The immigrant-bashing rhetoric of the last couple of years materialized into baton swinging and rubber bullet-shooting cops — an appalling scene that some of the bashers later tried to justify.

Ironically, while conservative extremists are constantly trying to portray all illegal immigrants as violent criminals, it's the cops who are under federal investigation for violating the law and behaving violently. The FBI is looking into whether police targeted immigrants and if the civil rights of the protesters were violated.

And of those violations, they have ample evidence. Videos of the cops attacking demonstrators and journalists from behind, as these people actually tried to follow orders and hurriedly tried to walk away from the scene, provide disturbing evidence of how far xenophobic hatred can take us in this country.

Some pro-immigrant activists believe the violence may actually help their cause because it will make Congress and the general public see the urgency of passing a comprehensive immigration reform bill that creates a path to citizenship for the nation's estimated 12 million illegal immigrants.

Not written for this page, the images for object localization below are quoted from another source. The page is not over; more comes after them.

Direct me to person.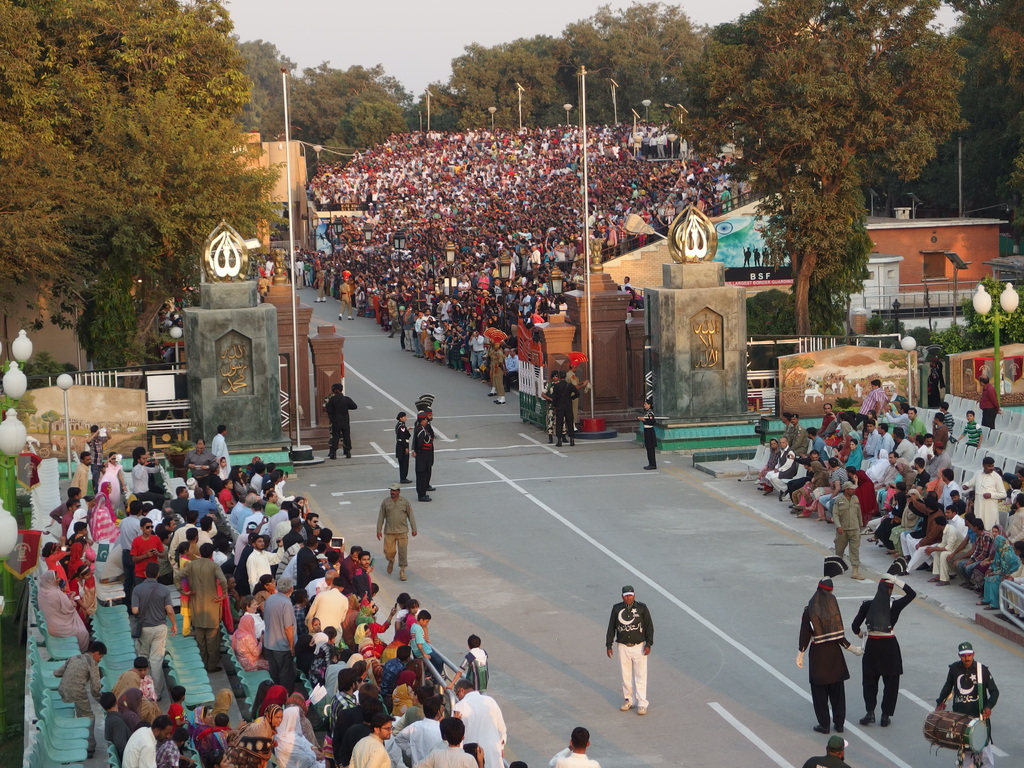
Direction: <region>602, 586, 655, 715</region>.
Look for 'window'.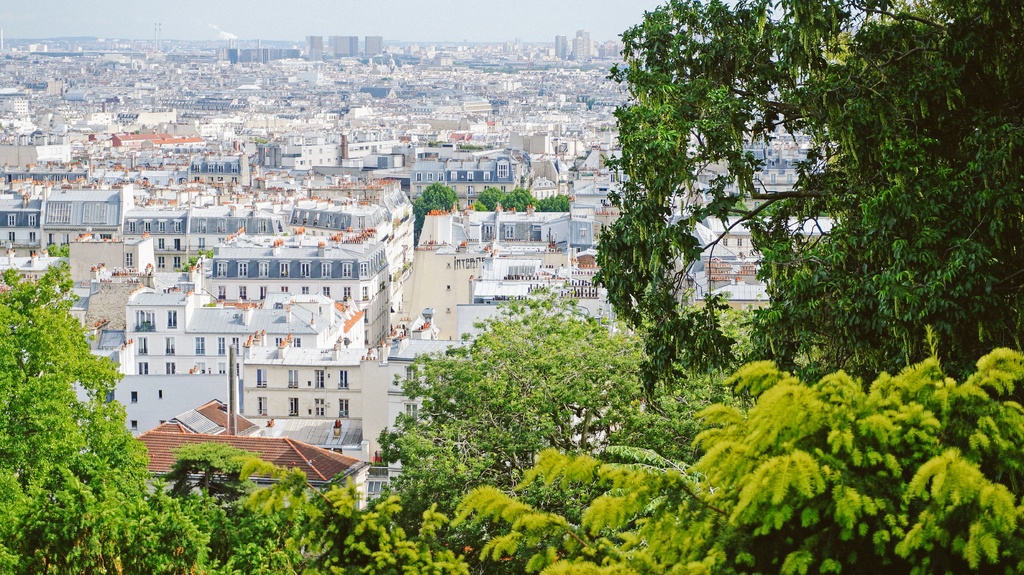
Found: detection(130, 390, 139, 406).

But other pro-immigrant activists fear that it will hurt, because immigrant haters will find a way to blame the LAPD violence on the demonstrators and because many illegal immigrants may be discouraged from participating in future protests.

The cops say they were provoked. And they probably were. Protest organizers have to do a much better job of distancing themselves from radical fringe groups that are mostly comprised of professional agitators — anarchists who have nothing to do with immigration but cling to any excuse to confront authorities.

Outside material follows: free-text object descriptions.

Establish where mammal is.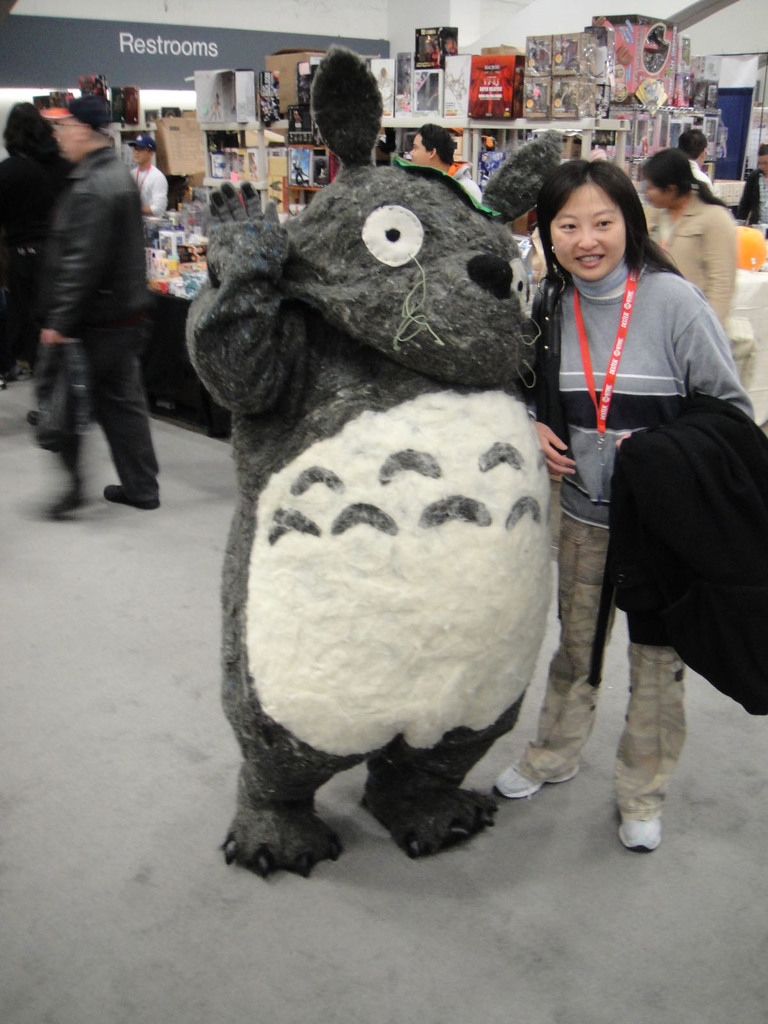
Established at <bbox>673, 125, 716, 193</bbox>.
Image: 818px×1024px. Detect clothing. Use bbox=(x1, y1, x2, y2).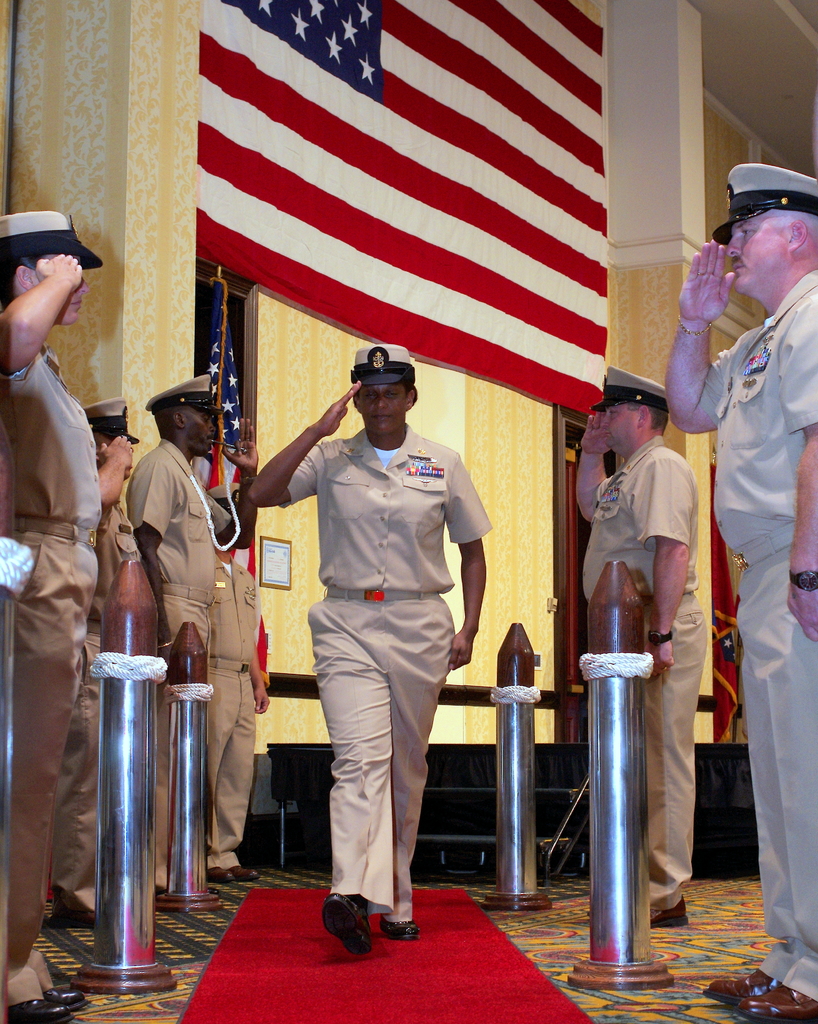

Yet, instead of limiting their response to the small group of anarchists who were allegedly throwing rocks and plastic bottles at them, the cops went after thousands of peaceful demonstrators at a rally in Los Angeles' MacArthur Park.

Even Los Angeles Police Chief William Bratton has suggested, before several investigations are concluded, that the cops may have overreacted.

He said the videos show that there had been "inappropriate" behavior by officers.

Inappropriate? Wouldn't that be more like when cops fail to be courteous public servants?

Attacking and striking innocent bystanders — shooting hundreds of rubber bullets into crowds that included even children — is not just inappropriate. It is downright criminal behavior.

These were not cops who felt cornered by an angry and threatening mob and might have reacted in self-defense. These were officers who were in fact the aggressors, marching in a well-coordinated attack — and in a gravely disproportionate reaction to the situation.

The television reports showed how the cops mistreated even the people who were trying to follow their orders. They showed a police officer knocking down a cameraman, then grabbing the camera and tossing it to the ground. They showed the bleeding welts on the bodies of victims struck by rubber bullets.

The police tactics have been condemned by not only immigrant-rights activists, but by media organizations. "There is evidence that officers knocked reporters to the ground, used batons on photographers and damaged cameras, possibly motivated by anger over journalists photographing efforts by officers to control the movements of marchers," charged the Radio and Television News Association in a statement.

The Los Angeles rally was one of dozens held throughout the country on May 1, and one of hundreds that have taken place in the last year. Until now, all of them had been peaceful, wonderful demonstrations of the fact that most illegal immigrants are decent and humble people.

Amazingly, when things finally got violent, the people who are constantly accused of being the criminals ended up being the victims.

To find out more about Miguel Perez, and read features by other Creators Syndicate writers and cartoonists, visit the Creators Syndicate Web page at www.creators.com.